## Your objective
Output, exactly as written, the lines below from the one that has "The height and width of the screenshot is (524, 812)." through the one that has "This screenshot has"; nothing else, and no pictures.
─── Data records
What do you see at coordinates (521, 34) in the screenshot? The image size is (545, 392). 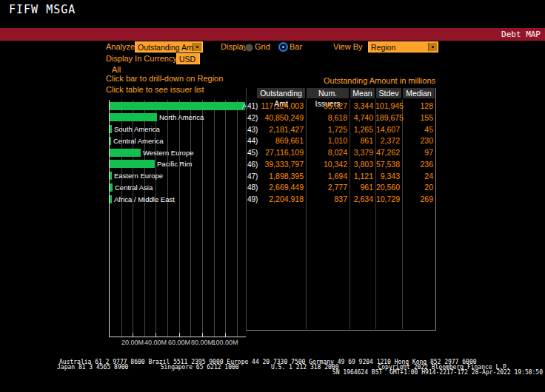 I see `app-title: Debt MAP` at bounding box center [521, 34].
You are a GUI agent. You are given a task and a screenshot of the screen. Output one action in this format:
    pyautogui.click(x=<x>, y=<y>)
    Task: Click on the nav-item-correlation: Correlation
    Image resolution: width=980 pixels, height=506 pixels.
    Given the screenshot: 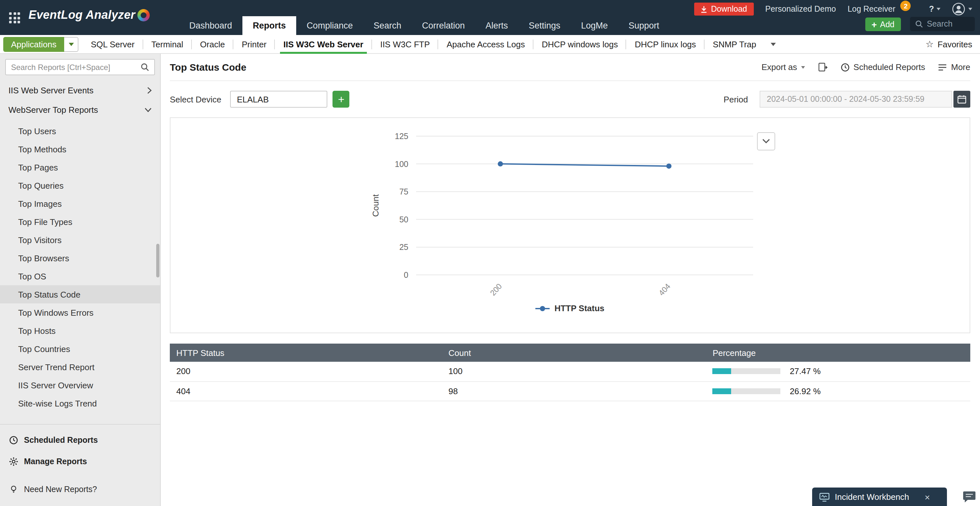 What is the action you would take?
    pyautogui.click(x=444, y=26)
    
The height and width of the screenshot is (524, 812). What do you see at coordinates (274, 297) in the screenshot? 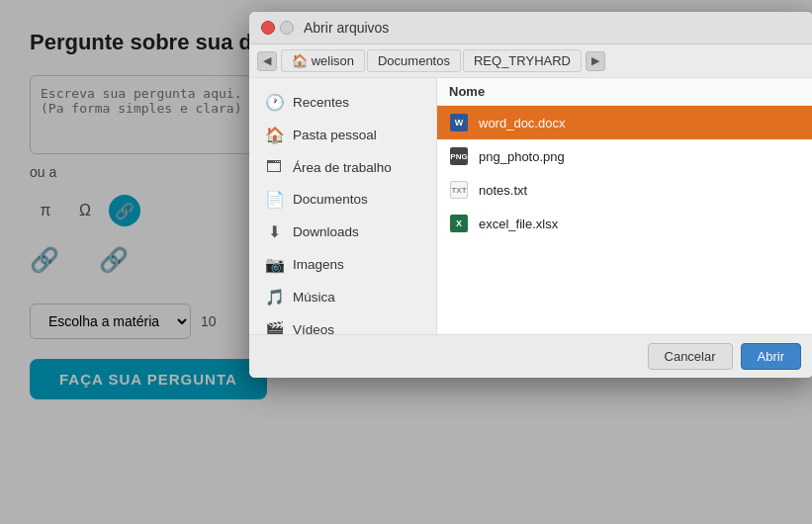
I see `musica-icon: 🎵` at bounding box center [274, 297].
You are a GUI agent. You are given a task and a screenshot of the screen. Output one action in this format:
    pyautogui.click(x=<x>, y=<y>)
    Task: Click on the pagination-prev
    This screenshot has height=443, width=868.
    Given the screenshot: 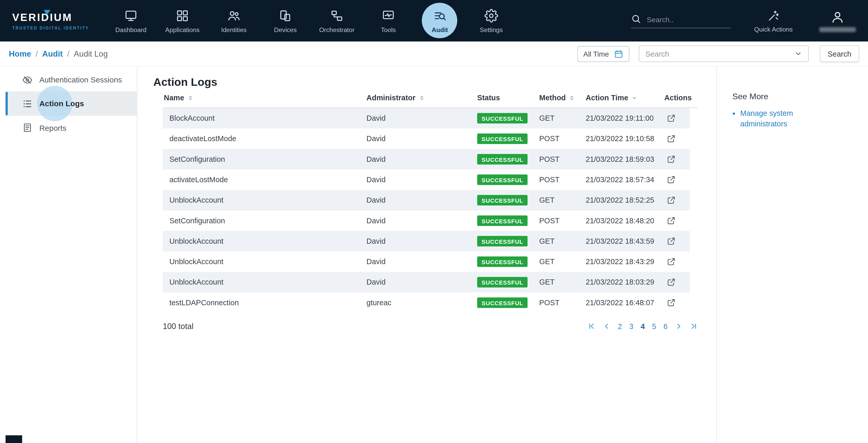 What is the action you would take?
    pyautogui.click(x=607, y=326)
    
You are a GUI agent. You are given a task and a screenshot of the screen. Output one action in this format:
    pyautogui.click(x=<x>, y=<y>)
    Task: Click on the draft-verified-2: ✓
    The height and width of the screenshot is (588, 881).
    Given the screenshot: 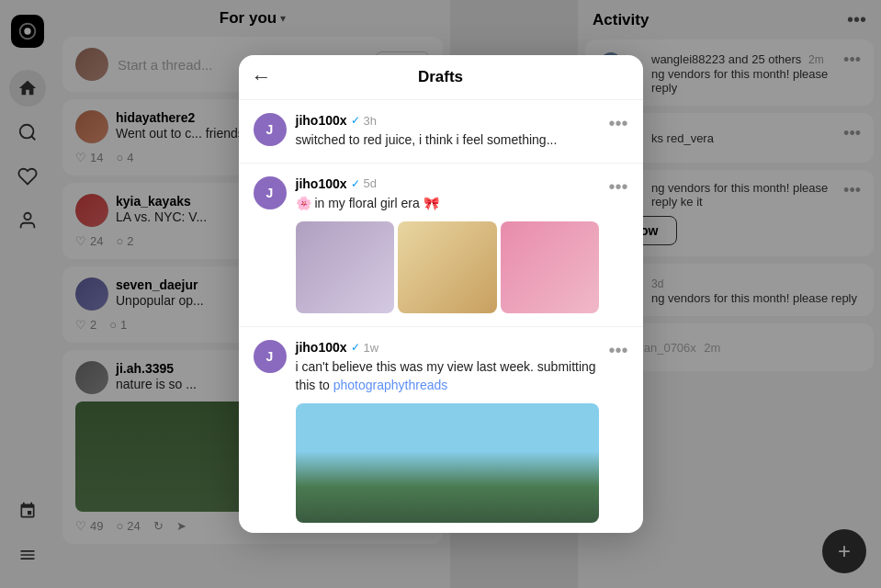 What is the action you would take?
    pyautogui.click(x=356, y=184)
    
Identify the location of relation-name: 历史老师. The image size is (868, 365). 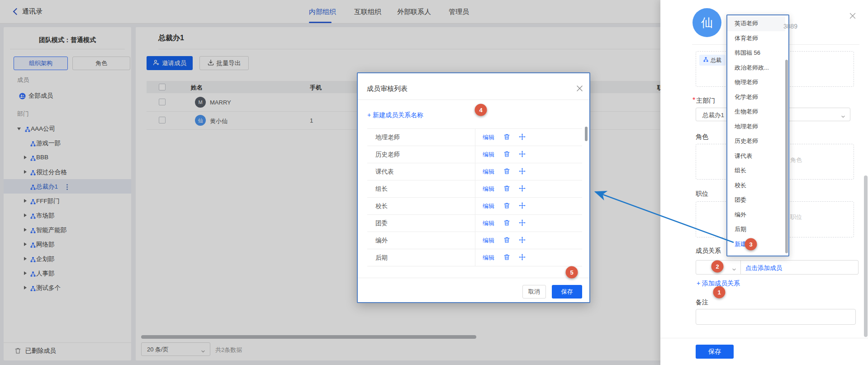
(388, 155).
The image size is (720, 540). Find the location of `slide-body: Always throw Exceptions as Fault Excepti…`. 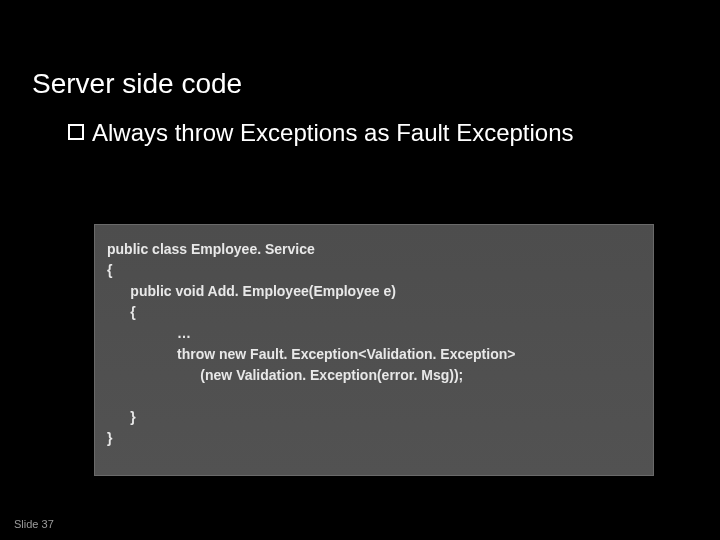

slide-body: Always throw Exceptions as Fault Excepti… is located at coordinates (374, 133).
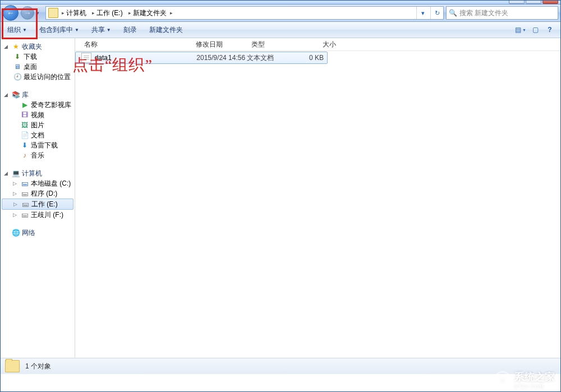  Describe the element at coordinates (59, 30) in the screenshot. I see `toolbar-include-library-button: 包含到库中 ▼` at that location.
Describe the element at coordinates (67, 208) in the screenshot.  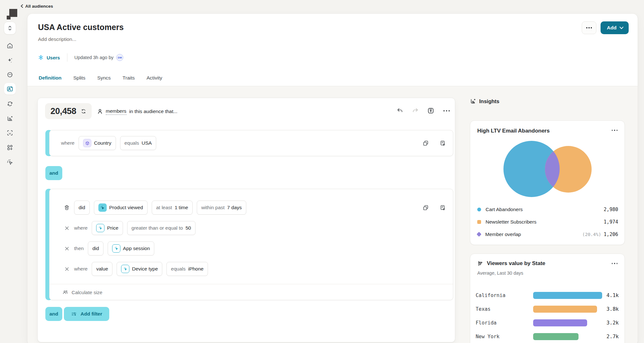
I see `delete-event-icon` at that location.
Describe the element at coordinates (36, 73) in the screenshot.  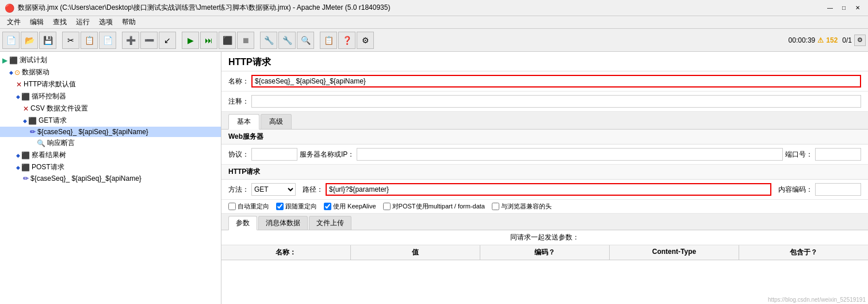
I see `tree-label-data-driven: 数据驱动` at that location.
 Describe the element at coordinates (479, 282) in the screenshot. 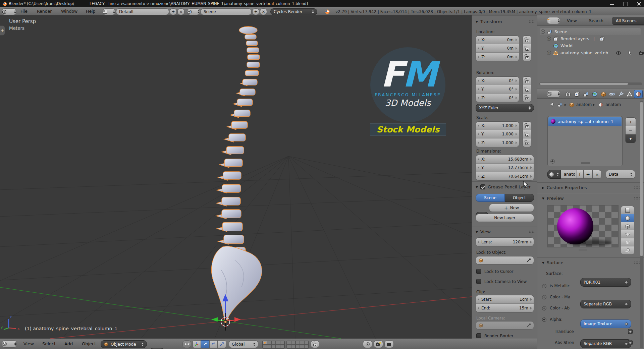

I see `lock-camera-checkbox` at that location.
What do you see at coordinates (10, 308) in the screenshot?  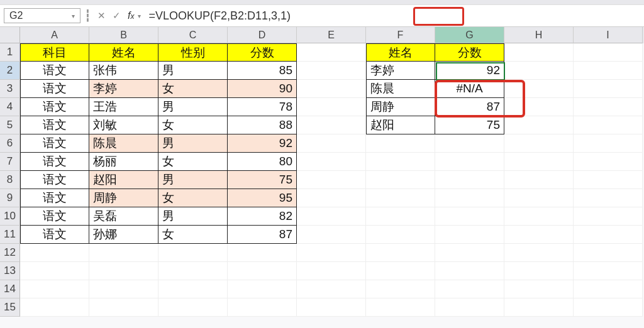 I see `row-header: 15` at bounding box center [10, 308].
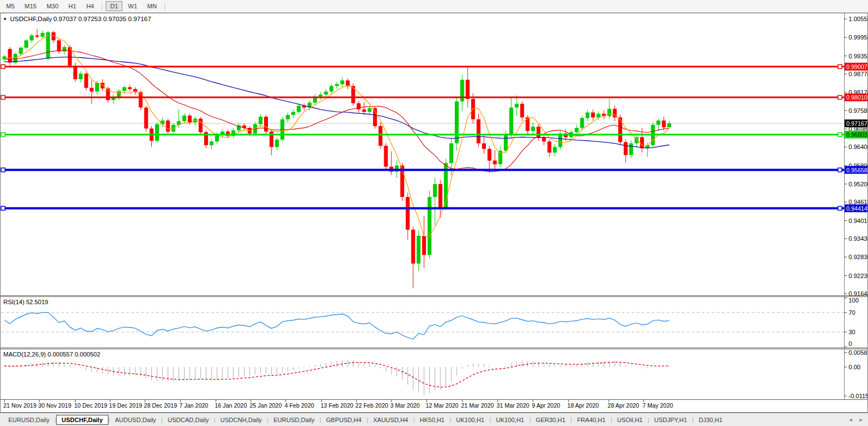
──────
## Response to the task
The height and width of the screenshot is (524, 812). What do you see at coordinates (274, 297) in the screenshot? 
I see `musica-icon: 🎵` at bounding box center [274, 297].
You are a GUI agent. You are given a task and a screenshot of the screen. Output one action in this format:
    pyautogui.click(x=<x>, y=<y>)
    Task: Click on the pagination-prev
    This screenshot has height=443, width=868.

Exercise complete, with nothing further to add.